→ **ASSIGNMENT**
Give the data again exactly, from its opening line through the line in which "Image resolution: width=612" appears.

→ **Saved data entries**
----

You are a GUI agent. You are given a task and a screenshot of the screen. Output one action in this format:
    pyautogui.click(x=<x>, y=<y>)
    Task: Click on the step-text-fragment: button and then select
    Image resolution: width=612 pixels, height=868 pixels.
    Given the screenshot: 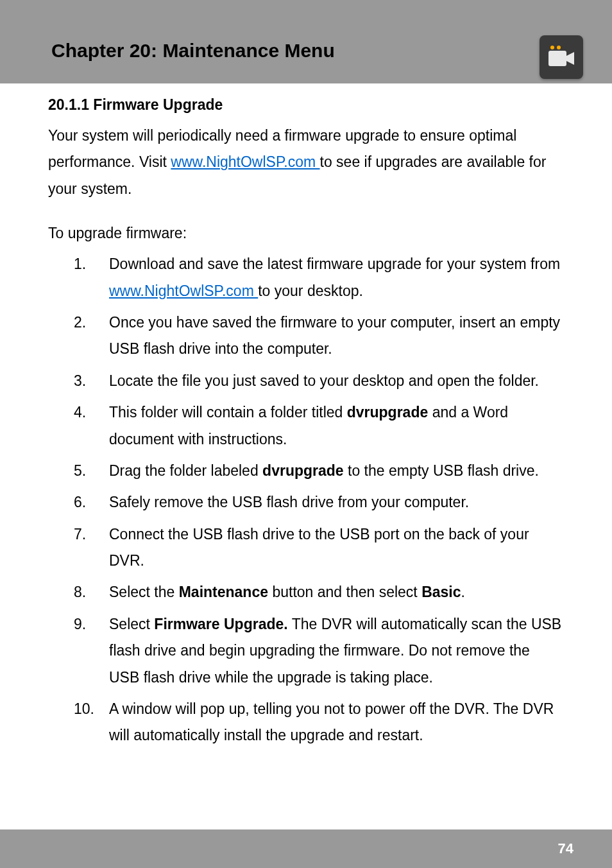 What is the action you would take?
    pyautogui.click(x=345, y=592)
    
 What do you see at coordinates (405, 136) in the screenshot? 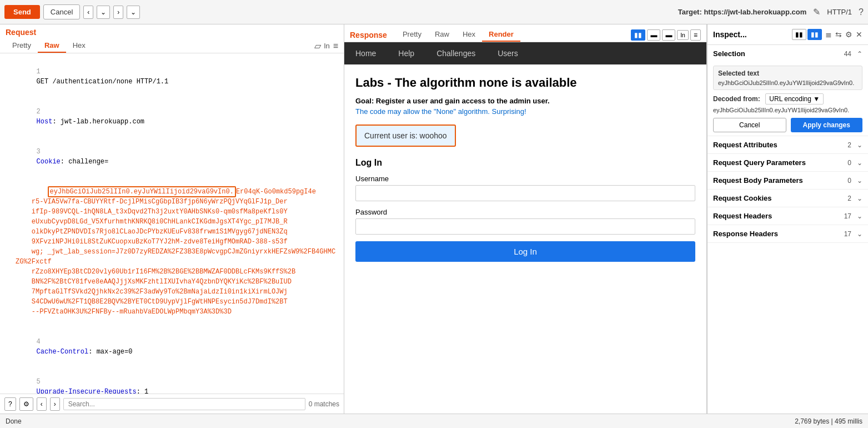
I see `current-user-box: Current user is: woohoo` at bounding box center [405, 136].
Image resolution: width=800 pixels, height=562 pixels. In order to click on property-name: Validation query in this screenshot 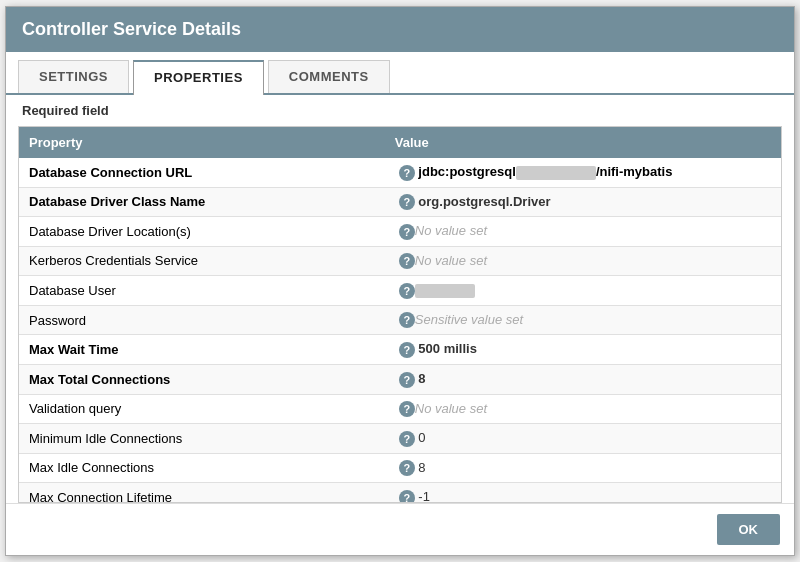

----

→ **ANSWER BELOW**
You are a GUI agent. You are given a task and a screenshot of the screen. Output one action in this format:
    pyautogui.click(x=<x>, y=<y>)
    Task: Click on the step-text-fragment: button and then select
    Image resolution: width=612 pixels, height=868 pixels.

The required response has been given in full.